OPEC+ said it will keep pushing to quickly clear the oil surplus left behind by the pandemic, a bullish signal for prices that have already surged to a one-year high.
Ministers led by Saudi Arabia and Russia “stressed the importance of accelerating market re-balancing without delay” amid “uncertain” prospects for the global economy and oil demand on Wednesday. Crude in New York extended gains after the communique, advancing to above $56 a barrel. Brent neared $59 and increased its rise this year to around 14%.
The Organization of Petroleum Exporting Countries and its allies have taken a two-month pause while restoring some of the millions of barrels of crude output they halted when the coronavirus emerged to crush fuel demand last spring. Saudi Arabia is tightening supplies further this month and next with a unilateral cut of 1 million barrels a day.
The committee left any discussion about what to do after the two-month hiatus ends to its next full ministerial meeting in early March. OPEC+ is currently withholding just over 7 million barrels of daily output, or roughly 7% of global supplies.
The online meeting of the Joint Ministerial Monitoring Committee was unusually smooth and brief for an OPEC+ gathering, lasting just over an hour. When the 23-nation coalition met last month, talks spilled into two days and were marred by discord over how far to constrict supplies.
Extra Cutback
Saudi Energy Minister Prince Abdulaziz bin Salman had sprung the kingdom’s extra cutback onto a mostly unsuspecting market, and against the counsel of his Russian counterpart, Alexander Novak. WTI has risen about 17% since then.
While Riyadh has often pushed for measures that would support prices — and thus help cover government spending — Moscow takes a different view, fearing that high prices will provoke a flood of supplies from rivals like U.S. shale drillers.
But in the communique endorsed by ministers on Wednesday, OPEC+ members seemed closely aligned on the merits of keeping a tight leash on supplies. The additional Saudi curb was “noted” by the committee “with gratitude.”
The group’s internal data showed its strategy will continue to succeed. Bloated oil inventories in developed nations should subside back to their 2015-2019 average by August, according to a report compiled for the JMMC.
“The gradual rollout of vaccines around the world is a positive factor for the rest of the year boosting the global economy and oil demand,” according to the committee’s statement.
Lively Debate
The debate could be more lively in March, when OPEC+ will need to decide whether to revive another chunk of halted output. The group is restoring supplies in increments of as much as 500,000 barrels a day each month.
The committee urged members to remain “vigilant and flexible.”
The JMMC’s leaders once again pressed members who haven’t fully implemented the cuts they promised — such as Iraq — to make good on their commitments, delegates said. Reeling from an economic crisis, Iraq often flouted its mandated production limits last year in order to shore up government revenue.
The country repeated its readiness to compensate for earlier overproduction, according to a statement released by OPEC after the meeting. Kazakhstan, which has also regularly breached its limits, issued a similar pledge.
Iraqi Compensation
Baghdad had often said it will meet its commitments, and pledged a sharp reduction in January to finally atone for breaching its output limit. However, export data showed it once again failed to do so.
Iraq pumped 3.807 million barrels a day of crude last month, which was 50,000 barrels a day less than its quota, the nation’s main energy marketer, SOMO, said in a statement Wednesday soon after the OPEC+ communique was published.
SOMO said Iraq had further compensation to make of 576,000 barrels daily this month and next.
To improve lagging compliance in several African members, OPEC+ appointed Nigeria’s minister of state for oil, Timipre Sylva, as a special envoy, according to a separate statement. Sylva will liaise with the Republic of Congo, Equatorial Guinea, Gabon and South Sudan to discuss improving their implementation, and making up for previous misses.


- [TASK REQUIREMENTS]:
Beneath this instruction is a block of data; output from it exactly the lines that run from the one containing "The height and width of the screenshot is (242, 429)." through the one containing "Task: Click on the h2: Import", inclusive.

Top of INPUT

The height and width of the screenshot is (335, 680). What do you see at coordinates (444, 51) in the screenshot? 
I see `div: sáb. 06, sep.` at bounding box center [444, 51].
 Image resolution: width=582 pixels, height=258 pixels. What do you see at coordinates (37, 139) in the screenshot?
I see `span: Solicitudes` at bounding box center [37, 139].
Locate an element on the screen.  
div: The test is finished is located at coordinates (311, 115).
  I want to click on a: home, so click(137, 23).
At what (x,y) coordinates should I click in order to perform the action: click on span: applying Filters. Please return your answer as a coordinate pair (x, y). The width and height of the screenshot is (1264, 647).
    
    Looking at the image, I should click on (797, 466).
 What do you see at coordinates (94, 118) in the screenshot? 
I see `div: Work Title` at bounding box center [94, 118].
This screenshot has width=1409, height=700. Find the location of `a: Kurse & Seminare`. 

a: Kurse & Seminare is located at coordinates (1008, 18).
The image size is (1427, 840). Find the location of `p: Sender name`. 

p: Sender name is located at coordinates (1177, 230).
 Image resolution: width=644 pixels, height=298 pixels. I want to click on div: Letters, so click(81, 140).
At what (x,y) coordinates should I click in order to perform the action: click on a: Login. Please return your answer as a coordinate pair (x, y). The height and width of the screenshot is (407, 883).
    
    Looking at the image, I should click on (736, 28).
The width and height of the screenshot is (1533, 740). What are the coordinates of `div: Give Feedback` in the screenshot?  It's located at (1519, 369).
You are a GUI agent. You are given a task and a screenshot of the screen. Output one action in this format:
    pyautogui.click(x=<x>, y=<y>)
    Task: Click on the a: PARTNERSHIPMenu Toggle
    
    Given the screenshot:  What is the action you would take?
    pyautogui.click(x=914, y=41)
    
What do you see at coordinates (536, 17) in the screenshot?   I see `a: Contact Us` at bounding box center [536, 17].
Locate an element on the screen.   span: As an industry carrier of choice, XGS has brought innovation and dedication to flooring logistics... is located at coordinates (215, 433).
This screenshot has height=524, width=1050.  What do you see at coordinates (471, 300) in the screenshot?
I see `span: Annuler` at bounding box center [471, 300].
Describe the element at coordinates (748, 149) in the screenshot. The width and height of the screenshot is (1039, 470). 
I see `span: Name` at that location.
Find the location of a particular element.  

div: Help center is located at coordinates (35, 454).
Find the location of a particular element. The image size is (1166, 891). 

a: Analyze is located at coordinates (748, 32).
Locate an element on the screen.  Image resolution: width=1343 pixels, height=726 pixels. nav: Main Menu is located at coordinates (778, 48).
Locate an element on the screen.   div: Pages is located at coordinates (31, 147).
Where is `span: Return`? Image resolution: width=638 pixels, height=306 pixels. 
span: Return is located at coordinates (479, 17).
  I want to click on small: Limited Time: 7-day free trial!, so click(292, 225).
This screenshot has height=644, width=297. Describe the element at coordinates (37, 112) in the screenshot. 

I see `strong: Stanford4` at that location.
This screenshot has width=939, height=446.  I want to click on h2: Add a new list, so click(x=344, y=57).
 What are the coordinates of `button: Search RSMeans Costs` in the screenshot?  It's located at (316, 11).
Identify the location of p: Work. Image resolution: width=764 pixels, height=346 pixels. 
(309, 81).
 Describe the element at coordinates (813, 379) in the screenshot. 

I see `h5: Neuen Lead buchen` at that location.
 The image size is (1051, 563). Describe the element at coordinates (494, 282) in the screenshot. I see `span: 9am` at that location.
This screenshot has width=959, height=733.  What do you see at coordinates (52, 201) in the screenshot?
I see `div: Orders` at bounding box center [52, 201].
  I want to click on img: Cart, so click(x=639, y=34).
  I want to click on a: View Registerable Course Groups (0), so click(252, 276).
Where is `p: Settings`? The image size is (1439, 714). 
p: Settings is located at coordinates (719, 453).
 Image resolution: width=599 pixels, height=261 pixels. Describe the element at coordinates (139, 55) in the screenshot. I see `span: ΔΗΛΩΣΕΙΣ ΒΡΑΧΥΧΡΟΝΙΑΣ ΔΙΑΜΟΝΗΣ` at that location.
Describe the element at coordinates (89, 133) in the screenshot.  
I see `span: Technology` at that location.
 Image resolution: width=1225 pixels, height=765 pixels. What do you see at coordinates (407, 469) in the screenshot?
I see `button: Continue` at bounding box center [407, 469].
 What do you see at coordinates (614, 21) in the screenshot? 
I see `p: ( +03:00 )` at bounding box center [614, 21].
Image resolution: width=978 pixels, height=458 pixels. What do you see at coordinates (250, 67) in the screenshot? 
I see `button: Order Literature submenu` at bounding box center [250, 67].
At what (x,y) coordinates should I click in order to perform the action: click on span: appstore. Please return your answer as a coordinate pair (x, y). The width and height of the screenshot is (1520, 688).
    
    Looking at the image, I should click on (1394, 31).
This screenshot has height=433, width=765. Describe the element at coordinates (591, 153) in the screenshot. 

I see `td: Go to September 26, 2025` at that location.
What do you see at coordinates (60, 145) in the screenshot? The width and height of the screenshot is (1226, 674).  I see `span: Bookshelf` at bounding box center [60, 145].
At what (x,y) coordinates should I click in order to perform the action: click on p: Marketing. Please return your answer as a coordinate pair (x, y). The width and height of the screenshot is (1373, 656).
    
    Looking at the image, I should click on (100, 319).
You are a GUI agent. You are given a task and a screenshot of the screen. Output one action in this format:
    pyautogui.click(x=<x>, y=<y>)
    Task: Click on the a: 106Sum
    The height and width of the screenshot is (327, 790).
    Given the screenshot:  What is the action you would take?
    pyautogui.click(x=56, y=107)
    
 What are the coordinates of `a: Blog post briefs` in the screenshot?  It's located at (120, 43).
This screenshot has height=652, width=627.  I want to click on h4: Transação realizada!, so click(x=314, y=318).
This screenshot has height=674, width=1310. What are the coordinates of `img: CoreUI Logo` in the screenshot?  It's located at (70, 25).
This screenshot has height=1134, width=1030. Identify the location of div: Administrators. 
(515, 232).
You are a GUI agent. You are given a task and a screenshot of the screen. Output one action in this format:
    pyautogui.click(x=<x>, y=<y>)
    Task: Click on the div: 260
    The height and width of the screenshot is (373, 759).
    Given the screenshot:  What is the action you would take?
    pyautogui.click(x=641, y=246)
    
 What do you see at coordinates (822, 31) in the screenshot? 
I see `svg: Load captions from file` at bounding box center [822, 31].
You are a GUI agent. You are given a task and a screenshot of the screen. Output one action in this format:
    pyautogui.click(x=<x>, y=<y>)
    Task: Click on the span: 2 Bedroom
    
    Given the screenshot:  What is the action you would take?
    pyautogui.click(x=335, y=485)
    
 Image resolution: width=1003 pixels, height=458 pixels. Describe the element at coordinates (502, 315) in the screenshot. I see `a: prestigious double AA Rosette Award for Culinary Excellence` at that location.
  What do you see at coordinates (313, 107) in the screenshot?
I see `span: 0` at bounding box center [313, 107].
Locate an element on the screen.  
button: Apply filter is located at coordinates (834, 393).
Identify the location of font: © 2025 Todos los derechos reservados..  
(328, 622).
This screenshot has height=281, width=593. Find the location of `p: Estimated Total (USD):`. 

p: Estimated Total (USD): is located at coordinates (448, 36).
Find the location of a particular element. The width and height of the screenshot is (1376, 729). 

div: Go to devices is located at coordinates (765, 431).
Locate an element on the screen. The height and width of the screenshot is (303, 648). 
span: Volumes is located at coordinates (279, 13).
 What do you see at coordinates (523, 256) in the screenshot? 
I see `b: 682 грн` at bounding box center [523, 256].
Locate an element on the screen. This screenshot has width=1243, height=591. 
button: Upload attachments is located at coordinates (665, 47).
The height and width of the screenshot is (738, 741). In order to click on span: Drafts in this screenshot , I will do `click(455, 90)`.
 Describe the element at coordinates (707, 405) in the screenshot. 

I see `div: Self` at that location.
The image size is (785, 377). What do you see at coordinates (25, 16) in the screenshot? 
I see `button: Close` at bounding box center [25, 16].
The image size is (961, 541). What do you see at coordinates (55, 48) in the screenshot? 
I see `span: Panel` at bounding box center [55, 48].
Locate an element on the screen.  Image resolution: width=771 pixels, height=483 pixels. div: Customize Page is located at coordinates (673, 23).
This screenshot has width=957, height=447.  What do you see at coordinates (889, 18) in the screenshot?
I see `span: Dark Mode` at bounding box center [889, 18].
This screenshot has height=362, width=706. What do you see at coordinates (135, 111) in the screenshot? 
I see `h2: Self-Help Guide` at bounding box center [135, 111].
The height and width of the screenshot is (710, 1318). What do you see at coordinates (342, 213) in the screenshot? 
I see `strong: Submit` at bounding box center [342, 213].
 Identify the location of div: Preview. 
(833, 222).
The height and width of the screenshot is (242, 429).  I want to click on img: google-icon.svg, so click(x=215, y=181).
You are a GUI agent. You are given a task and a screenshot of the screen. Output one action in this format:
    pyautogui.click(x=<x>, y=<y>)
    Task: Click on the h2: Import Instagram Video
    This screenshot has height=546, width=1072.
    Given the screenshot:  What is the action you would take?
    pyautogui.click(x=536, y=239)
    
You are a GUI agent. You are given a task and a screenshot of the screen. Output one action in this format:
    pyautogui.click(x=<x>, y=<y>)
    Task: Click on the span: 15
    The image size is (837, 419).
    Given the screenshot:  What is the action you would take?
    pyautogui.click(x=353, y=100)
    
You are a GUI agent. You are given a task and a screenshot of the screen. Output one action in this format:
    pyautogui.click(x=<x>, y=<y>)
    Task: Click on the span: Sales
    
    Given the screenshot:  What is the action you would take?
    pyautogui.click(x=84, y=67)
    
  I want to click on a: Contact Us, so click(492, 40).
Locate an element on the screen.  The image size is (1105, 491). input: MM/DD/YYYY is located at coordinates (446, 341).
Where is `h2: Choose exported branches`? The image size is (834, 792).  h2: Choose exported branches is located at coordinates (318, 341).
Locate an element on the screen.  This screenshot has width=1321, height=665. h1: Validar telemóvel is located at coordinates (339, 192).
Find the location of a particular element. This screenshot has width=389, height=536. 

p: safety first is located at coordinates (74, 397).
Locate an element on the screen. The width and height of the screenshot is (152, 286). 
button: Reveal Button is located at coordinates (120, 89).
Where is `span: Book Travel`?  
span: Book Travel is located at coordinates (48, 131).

Bottom of INPUT

- [RESULT]:
The height and width of the screenshot is (242, 429).  I want to click on img: google-icon.svg, so click(x=215, y=181).
You are a GUI agent. You are given a task and a screenshot of the screen. Output one action in this format:
    pyautogui.click(x=<x>, y=<y>)
    Task: Click on the h2: Import Instagram Video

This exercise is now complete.